The Mekhilta completes its tracing of prayer through the three patriarchs by turning to Jacob. The Torah says that Jacob "vayifga in the place and he spent the night there, for the sun had set" (Genesis 28:11). The key word is "vayifga" — and the Mekhilta identifies it as prayer.

The Hebrew root "pegiyah" appears elsewhere in Scripture with the explicit meaning of intercession and supplication. The proof text comes from the prophet Jeremiah, where God tells him: "And you, do not pray for this people, and do not raise for them song and prayer, and do not tifga bi" (Jeremiah 7:16). The word "tifga" — from the same root as Jacob's "vayifga" — means "do not intercede with Me," "do not approach Me in prayer."

God was commanding Jeremiah to stop praying on behalf of Israel. The very fact that God had to issue this prohibition reveals how powerful Jeremiah's intercession was — and it confirms that "pegiyah" means the kind of prayer that breaks through, that confronts, that refuses to be turned away.

Jacob's contribution to the family tradition of prayer was this quality of confrontation. Where Abraham called out and Isaac poured out his heart in solitude, Jacob collided with the divine. He "struck against" the holy place — the future site of the Temple in Jerusalem — and the encounter was so intense that the Torah describes it with a word that means both prayer and impact. The Israelites at the Red Sea inherited all three modes: Abraham's public declaration, Isaac's intimate outpouring, and Jacob's fierce confrontation with God.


> [WHAT YOU SHOULD DO]: Reproduce, word for word, all of the records; the pictures stay out.

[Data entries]
══════

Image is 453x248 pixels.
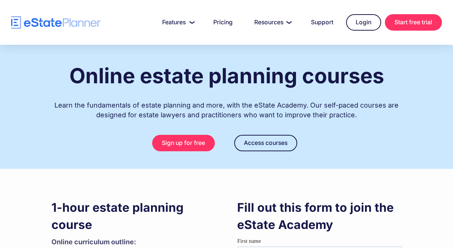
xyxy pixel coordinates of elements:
a: Features [153,15,201,30]
a: Login [346,14,381,31]
div: Learn the fundamentals of estate planning and more, with the eState Academy. Our self-paced cours... [51,93,402,120]
strong: Online curriculum outline: ‍ [51,237,136,245]
a: Sign up for free [152,135,215,151]
h3: 1-hour estate planning course [51,199,216,233]
a: Pricing [204,15,242,30]
a: Start free trial [385,14,442,31]
a: Access courses [234,135,297,151]
a: Resources [245,15,298,30]
a: Support [302,15,342,30]
h1: Online estate planning courses [69,64,384,87]
a: home [11,16,101,29]
h3: Fill out this form to join the eState Academy [237,199,402,233]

══════

> [EXERCISE RESPONSE]:
Image is 453x248 pixels.
xyxy pixel coordinates of elements:
a: Features [153,15,201,30]
a: Login [346,14,381,31]
div: Learn the fundamentals of estate planning and more, with the eState Academy. Our self-paced cours... [51,93,402,120]
strong: Online curriculum outline: ‍ [51,237,136,245]
a: Sign up for free [152,135,215,151]
h3: 1-hour estate planning course [51,199,216,233]
a: Pricing [204,15,242,30]
a: Start free trial [385,14,442,31]
a: Access courses [234,135,297,151]
a: Resources [245,15,298,30]
a: Support [302,15,342,30]
h1: Online estate planning courses [69,64,384,87]
a: home [11,16,101,29]
h3: Fill out this form to join the eState Academy [237,199,402,233]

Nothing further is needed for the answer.